The presumptive Democratic presidential nominee spoke to workers laid off from nearby factories at a packed town hall meeting in a cavernous warehouse here used by Patrick Henry Community College to train workers in the auto-racing industry. U.S. flags and race cars surrounded the stage.

"You're worried about the future. Here people have gone through very tough times," the Illinois senator said. "When you've got entire industries that have shipped overseas, when you've got thousands of jobs being lost. . . . That's tough."

With speculation about his vice presidential choice mounting by the hour, Obama worked his way slowly across southern Virginia by bus, returning to the populist talk on the economy that had shaped the earliest days of the general election campaign.

After his Martinsville appearance, Obama had an event in Lynchburg before heading to Richmond for the night -- a destination that, as the home of Gov.

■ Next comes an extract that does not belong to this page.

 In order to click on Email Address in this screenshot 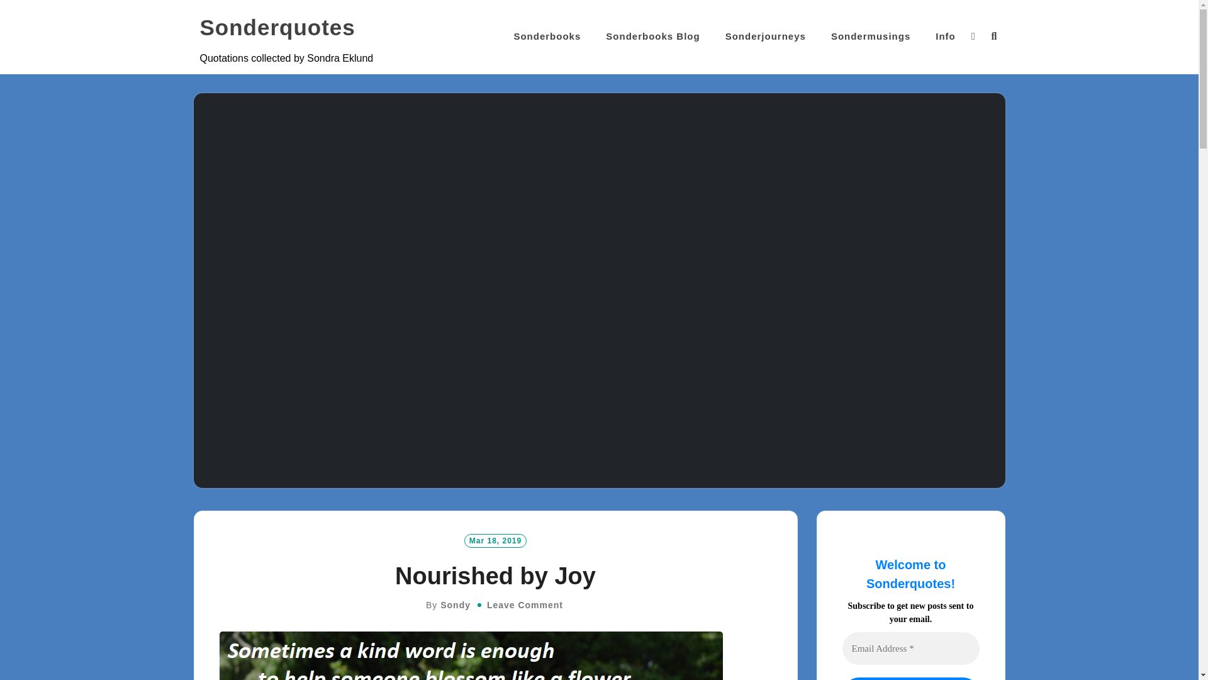, I will do `click(910, 648)`.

Timothy M. Kaine (D), had potentially significant ramifications. Kaine is one of Obama's likeliest vice presidential picks, on a short list with a handful of others. Kaine is scheduled to appear with Obama Thursday in Chester, outside Richmond.

Less than three months before the November election, Democrats and Republicans have increased spending, television advertising and paid staff in Virginia, which has become a battleground. No Democratic presidential candidate has won Virginia since Lyndon B. Johnson in 1964, but Democrats won the past two gubernatorial elections and a high-profile Senate race in 2006.

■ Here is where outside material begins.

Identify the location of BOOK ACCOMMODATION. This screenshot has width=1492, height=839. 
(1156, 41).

Democrats expect Obama to win big in Northern Virginia, perform well in competitive Hampton Roads and attract large numbers of African American and younger voters. But their strategy, much like Warner's winning formula in 2001, also includes securing as many votes as possible in Southside, where Obama ran ahead of Sen. Hillary Rodham Clinton of New York in February on his way to a landslide victory in the state's primary.

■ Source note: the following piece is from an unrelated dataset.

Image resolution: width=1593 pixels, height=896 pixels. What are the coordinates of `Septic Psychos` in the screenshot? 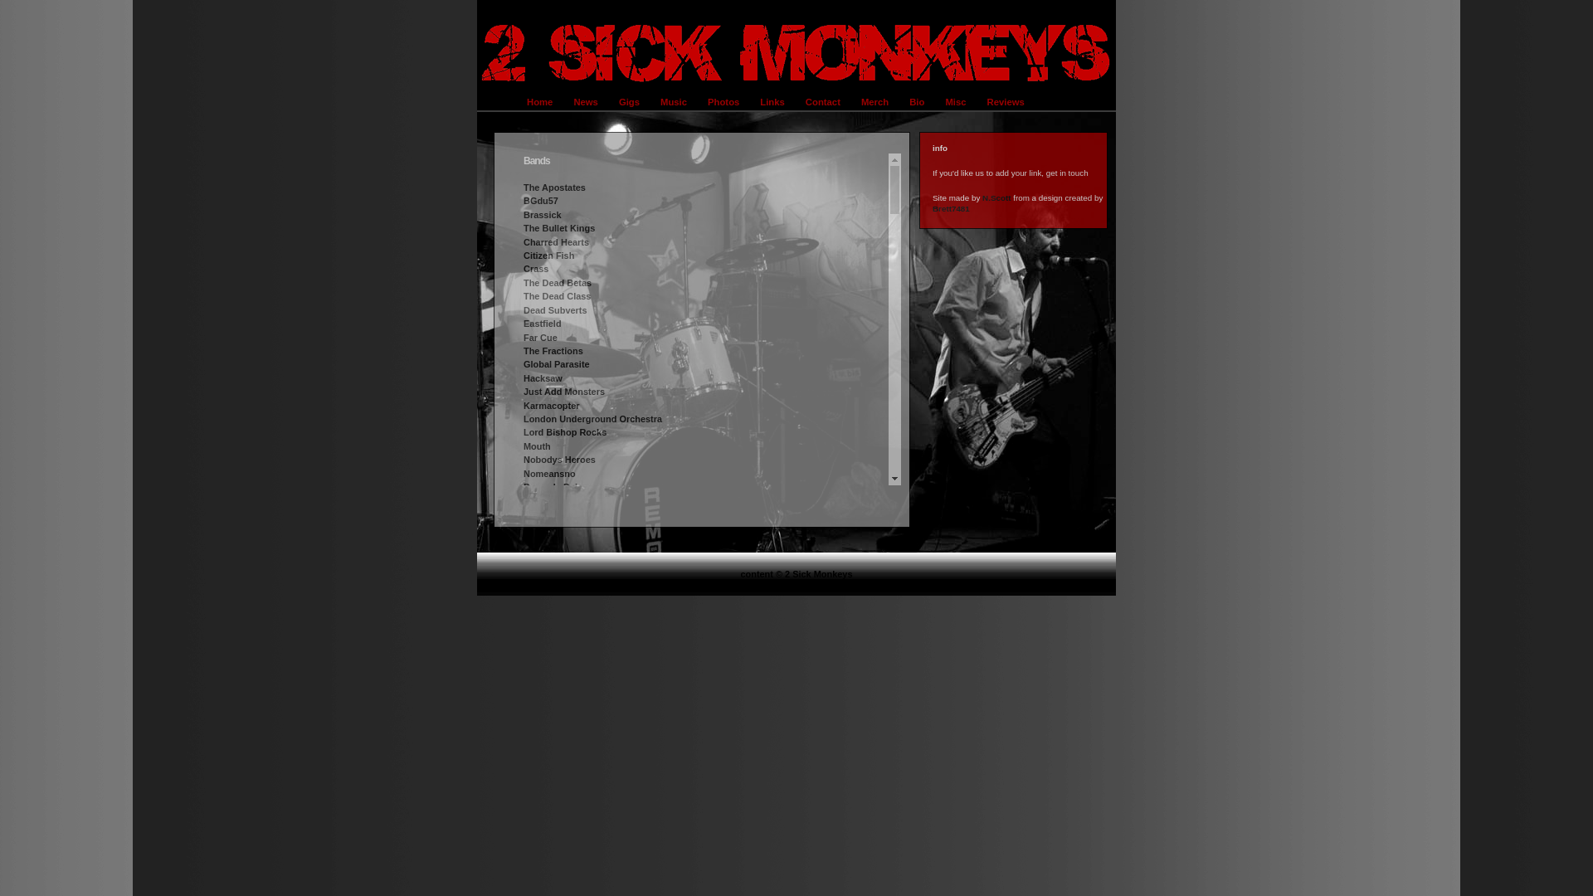 It's located at (557, 596).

"It's going to be tough territory for Barack Obama to win," said House of Delegates Minority Leader Ward L. Armstrong (Henry), one of the region's few elected Democrats. "But the goal is to get as many votes as you possibly can. Every vote is one vote closer to carrying Virginia."

In recent years, the south-central part of Virginia near the North Carolina border has suffered the wane of the once-booming tobacco industry and the shuttering of numerous textile and furniture factories. Thousands of residents have seen jobs move overseas, leaving the area with the state's highest unemployment rate.

U.S. Rep. Tom Davis, a prominent Republican from Northern Virginia, accused Obama of taking advantage of the downtrodden while shopping for Southside votes.

"It doesn't take a lot of courage to go to Martinsville and talk about trade. . . . What would be courageous is to come to Fairfax County, where you have 362 foreign-owned companies and tens of thousands of employees with foreign-owned firms, and take the same kind of stand up here," Davis said. "It's straight-out pandering."